To give a simple example, if Jimmy has three apples; Big Otis, the 280-lb., 15-year-old pimp, trigger-man, and local mob representative, has 875 apples; and the creaky old lady down by the bus stop trying for dear life just to remain standing upright and, God willing, make it through one more long and painful day, has one apple. Jimmy gives Big Otis a wide berth and knocks over the old lady for HER apple.

This is “street smart”.

I guess what ticks me off is that the term is most often used to glorify the baser aspects of human existence; to celebrate “me-first” survival, over human decency.

If Jimmy had a clue as to who Mother Theresa was, he’d be sure to let you know that she was a dork.

And incidentally, you don’t need to get the idea that this is my opinion simply because I am an Official Hayseed. “Street smart” is just an urban twist of the old rural term, “horse sense”.

Like the word “awesome”, “horse sense” once meant something different, but today it frequently refers to someone like Ernest.

Ernest may be a third-grade drop-out who lives in an old truck bed and beats his wife, who in turn beats their 11 sticky-dirty-snotty children (especially when in the check-out lane at Wal-Mart) but, among his peers, he is said to have “horse sense” because he never displays anything akin to generosity, sympathy, or open-mindedness.

The opposite of having “horse sense” is to be an “educated fool”. The term “educated fool” is extremely popular among uneducated fools. It describes someone, who, though literate, ambitious, and well-schooled, does things with which the speaker disagrees. Adlai Stevenson comes to mind.

The message is, if you’ve ever done anything for anyone else, ever voted in favor of anything, or ever given away anything, even something that you didn’t really want, then there’s something wrong with you.

Hmmm. This all sounds kinda preachy, doesn’t it? Funny where things can go when I get wound up. If I were more street smart, I’d probably trash it and write something else, but here it is after nine already, and that would be a lot of extra work.

The truth is, I got started on this line of thought the other day with a completely different idea in my head.

I was out driving the tractor (where I do some a muh bes’ thinkin’) and I watched a hawk flying over.
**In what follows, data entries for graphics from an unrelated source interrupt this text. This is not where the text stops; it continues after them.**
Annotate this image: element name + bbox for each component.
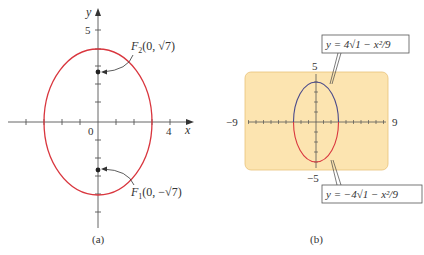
caption-a: (a) bbox=[92, 233, 105, 246]
y-tick-label-5: 5 bbox=[85, 24, 91, 36]
x-max-label: 9 bbox=[392, 116, 398, 128]
y-axis-label: y bbox=[85, 5, 92, 19]
focus-f2-point bbox=[96, 70, 101, 75]
focus-f1-point bbox=[96, 168, 101, 173]
focus-f1-label: F1(0, −√7) bbox=[130, 185, 182, 201]
arrow-icon bbox=[101, 167, 107, 172]
focus-f2-label: F2(0, √7) bbox=[130, 39, 175, 55]
panel-b: −9 9 5 −5 y = 4√1 − x²/9 y = −4√1 − x²/9… bbox=[226, 35, 422, 246]
panel-a: y x 5 0 4 F2(0, √7) F1(0, −√7) (a) bbox=[8, 5, 194, 246]
figure: y x 5 0 4 F2(0, √7) F1(0, −√7) (a) bbox=[0, 0, 424, 255]
y-max-label: 5 bbox=[312, 60, 318, 72]
upper-equation: y = 4√1 − x²/9 bbox=[325, 38, 391, 50]
y-min-label: −5 bbox=[307, 172, 319, 184]
x-tick-label-4: 4 bbox=[166, 125, 172, 137]
graph-window bbox=[245, 72, 388, 170]
caption-b: (b) bbox=[310, 233, 323, 246]
x-min-label: −9 bbox=[226, 116, 238, 128]
x-axis-label: x bbox=[184, 123, 191, 137]
y-axis-arrow-icon bbox=[95, 8, 101, 16]
arrow-icon bbox=[101, 70, 107, 75]
focus-f1-leader bbox=[103, 169, 134, 185]
origin-label: 0 bbox=[88, 125, 94, 137]
lower-equation: y = −4√1 − x²/9 bbox=[325, 188, 398, 200]
focus-f2-leader bbox=[103, 55, 133, 72]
Naturally, like any red-blooded American boy who grew up in the fifties, I immediately thought about the lyrics to Lorenz Hart’s theme from Oklahoma!:

“Every night my honey-lamb and I
Sit alone and talk, and watch a hawk
Makin’ lazy circles in the sky.”

I was thinking that while Hart may have been a big-time lyricist and probably used all the right forks and spoons etc., that he obviously didn’t have much horse sense in the classic definition of simply knowing something commonplace. (Please ignore everything else I just wrote.)

Never mind the difficulty one encounters in trying to watch anything, but bats, flying at night, I’m wagering that Hart never, ever, even once, sat with HIS honey-lamb and watched a hawk similarly.
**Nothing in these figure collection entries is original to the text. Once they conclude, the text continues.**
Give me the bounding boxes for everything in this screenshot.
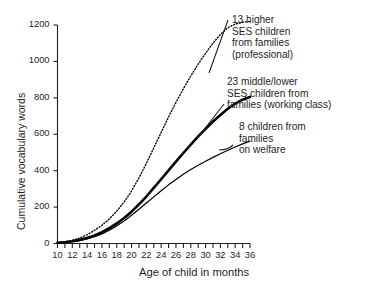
x-tick-label: 14 [80, 251, 94, 260]
x-axis-title: Age of child in months [139, 267, 249, 278]
y-axis-title: Cumulative vocabulary words [16, 93, 27, 230]
x-tick-label: 30 [199, 251, 213, 260]
x-axis-ticks [58, 244, 251, 249]
y-tick-label: 1000 [29, 56, 50, 65]
chart-plot-area [0, 0, 366, 290]
annotation-professional-line-1: 13 higher [232, 14, 293, 26]
series-line-professional [58, 21, 251, 242]
annotation-working-class-line-1: 23 middle/lower [227, 76, 331, 88]
x-tick-label: 16 [95, 251, 109, 260]
annotation-professional-line-2: SES children [232, 26, 293, 38]
annotation-professional-line-4: (professional) [232, 49, 293, 61]
x-tick-label: 12 [65, 251, 79, 260]
x-tick-label: 28 [184, 251, 198, 260]
y-tick-label: 600 [34, 129, 50, 138]
x-tick-label: 34 [228, 251, 242, 260]
y-tick-label: 800 [34, 93, 50, 102]
x-tick-label: 22 [139, 251, 153, 260]
series-line-working-class [58, 97, 251, 243]
x-tick-label: 20 [125, 251, 139, 260]
data-series-group [58, 21, 251, 243]
y-axis-ticks [54, 25, 58, 244]
annotation-professional: 13 higher SES children from families (pr… [232, 14, 293, 60]
vocabulary-growth-chart: 020040060080010001200 101214161820222426… [0, 0, 366, 290]
axes [58, 25, 251, 244]
annotation-working-class: 23 middle/lower SES children from famili… [227, 76, 331, 111]
annotation-working-class-line-2: SES children from [227, 88, 331, 100]
annotation-welfare-line-1: 8 children from [239, 121, 306, 133]
annotation-welfare: 8 children from families on welfare [239, 121, 306, 156]
leader-line-working-class [196, 104, 224, 140]
y-tick-label: 0 [44, 239, 49, 248]
leader-line-professional [209, 20, 228, 73]
y-tick-label: 1200 [29, 20, 50, 29]
annotation-welfare-line-2: families [239, 133, 306, 145]
x-tick-label: 32 [213, 251, 227, 260]
x-tick-label: 26 [169, 251, 183, 260]
y-tick-label: 400 [34, 166, 50, 175]
annotation-working-class-line-3: families (working class) [227, 99, 331, 111]
annotation-professional-line-3: from families [232, 37, 293, 49]
series-line-welfare [58, 141, 251, 243]
annotation-welfare-line-3: on welfare [239, 144, 306, 156]
x-tick-label: 24 [154, 251, 168, 260]
y-tick-label: 200 [34, 202, 50, 211]
x-tick-label: 10 [51, 251, 65, 260]
x-tick-label: 18 [110, 251, 124, 260]
x-tick-label: 36 [243, 251, 257, 260]
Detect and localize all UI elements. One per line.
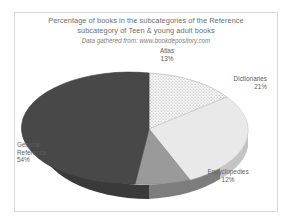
slice-label-dictionaries-name: Dictionaries: [234, 75, 267, 82]
slice-label-encyclopedies: Encyclopedies 12%: [193, 168, 263, 183]
slice-top-general-reference: [21, 72, 149, 184]
slice-label-general-reference-name-line-1: General: [17, 141, 40, 148]
slice-label-dictionaries-percent: 21%: [205, 83, 267, 91]
slice-label-encyclopedies-percent: 12%: [193, 176, 263, 184]
slice-label-general-reference: General Reference 54%: [17, 141, 75, 164]
slice-label-atlas: Atlas 13%: [147, 47, 187, 62]
slice-label-general-reference-percent: 54%: [17, 156, 75, 164]
chart-container: Percentage of books in the subcategories…: [14, 12, 278, 212]
slice-label-general-reference-name-line-2: Reference: [17, 149, 47, 156]
slice-label-atlas-name: Atlas: [160, 47, 174, 54]
slice-label-dictionaries: Dictionaries 21%: [205, 75, 267, 90]
slice-label-encyclopedies-name: Encyclopedies: [207, 168, 248, 175]
pie-plot-area: Atlas 13% Dictionaries 21% Encyclopedies…: [15, 13, 279, 213]
slice-label-atlas-percent: 13%: [147, 55, 187, 63]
Hawks are birds of prey. They don’t make lazy circles in the sky, they find a nice tree-top to perch in, and then they wait for an unsuspecting victim to show itself, at which time they swoop down and scoop up fuzzy Peter Cottontail or whomever.

What follows involves much blood, hair, and gristle.
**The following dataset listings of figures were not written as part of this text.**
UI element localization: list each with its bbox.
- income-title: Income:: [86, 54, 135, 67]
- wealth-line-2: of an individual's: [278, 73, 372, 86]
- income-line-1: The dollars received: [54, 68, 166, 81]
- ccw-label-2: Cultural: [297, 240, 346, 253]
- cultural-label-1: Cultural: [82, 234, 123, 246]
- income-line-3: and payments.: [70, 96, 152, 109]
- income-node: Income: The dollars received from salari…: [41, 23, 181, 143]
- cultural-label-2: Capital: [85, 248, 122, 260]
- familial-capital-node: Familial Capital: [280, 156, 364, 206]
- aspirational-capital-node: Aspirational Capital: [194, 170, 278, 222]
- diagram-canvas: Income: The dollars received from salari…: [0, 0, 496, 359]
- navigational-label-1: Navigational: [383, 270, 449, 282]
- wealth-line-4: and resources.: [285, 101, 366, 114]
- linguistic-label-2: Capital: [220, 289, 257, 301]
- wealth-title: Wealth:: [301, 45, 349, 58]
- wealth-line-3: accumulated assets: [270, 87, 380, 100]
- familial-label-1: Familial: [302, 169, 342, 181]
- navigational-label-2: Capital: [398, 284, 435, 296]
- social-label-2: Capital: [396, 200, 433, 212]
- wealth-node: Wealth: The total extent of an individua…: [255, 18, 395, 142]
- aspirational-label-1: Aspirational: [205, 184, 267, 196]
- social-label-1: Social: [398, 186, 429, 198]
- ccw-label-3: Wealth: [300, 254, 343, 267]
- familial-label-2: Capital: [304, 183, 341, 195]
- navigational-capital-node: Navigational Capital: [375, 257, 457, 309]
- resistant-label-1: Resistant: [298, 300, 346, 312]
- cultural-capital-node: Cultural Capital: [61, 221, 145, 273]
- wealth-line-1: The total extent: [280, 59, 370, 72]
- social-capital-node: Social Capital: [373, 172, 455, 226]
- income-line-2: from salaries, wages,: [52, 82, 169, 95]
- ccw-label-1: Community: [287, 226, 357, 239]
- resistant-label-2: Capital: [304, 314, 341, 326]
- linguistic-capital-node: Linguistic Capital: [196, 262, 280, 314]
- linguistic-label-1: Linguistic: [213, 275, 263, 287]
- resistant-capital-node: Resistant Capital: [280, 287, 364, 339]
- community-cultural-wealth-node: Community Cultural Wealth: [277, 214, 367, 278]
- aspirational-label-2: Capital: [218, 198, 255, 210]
Scientific tests have shown that baby chicks will go berserk when the silhouette of a hawk is held over their heads (as opposed to that of, say, a pigeon) so for a hawk to make lazy circles in the sky would be rather akin to sending out an all-points bulletin that they were preparing to eat someone down below. It just wouldn’t be productive from the hawk’s street-smart point of view.

What poor clueless Lorenz Hart is referring to, is the buzzard or turkey vulture, who catches slow summer updrafts (in the heat of the day) and rides them in a slow upward spiral in his search for tasty rotting meat.

Ergo, the proper song lyric SHOULD have been:

“Every DAY my honey-lamb and I
Steep ourselves in culture, and watch a vulture
Makin’ lazy circles in the sky.”

So like I say, the fact that you may or may not be a successful lyricist or a wealthy crack entrepreneur doesn’t mean that you know anything.

If you ask me (which no one seems to do much anymore) we need to start focusing on the things we don’t know and try to start learning from them.

It might not stop any wars, or end street crime, but perhaps we’d have fewer dopey musicals.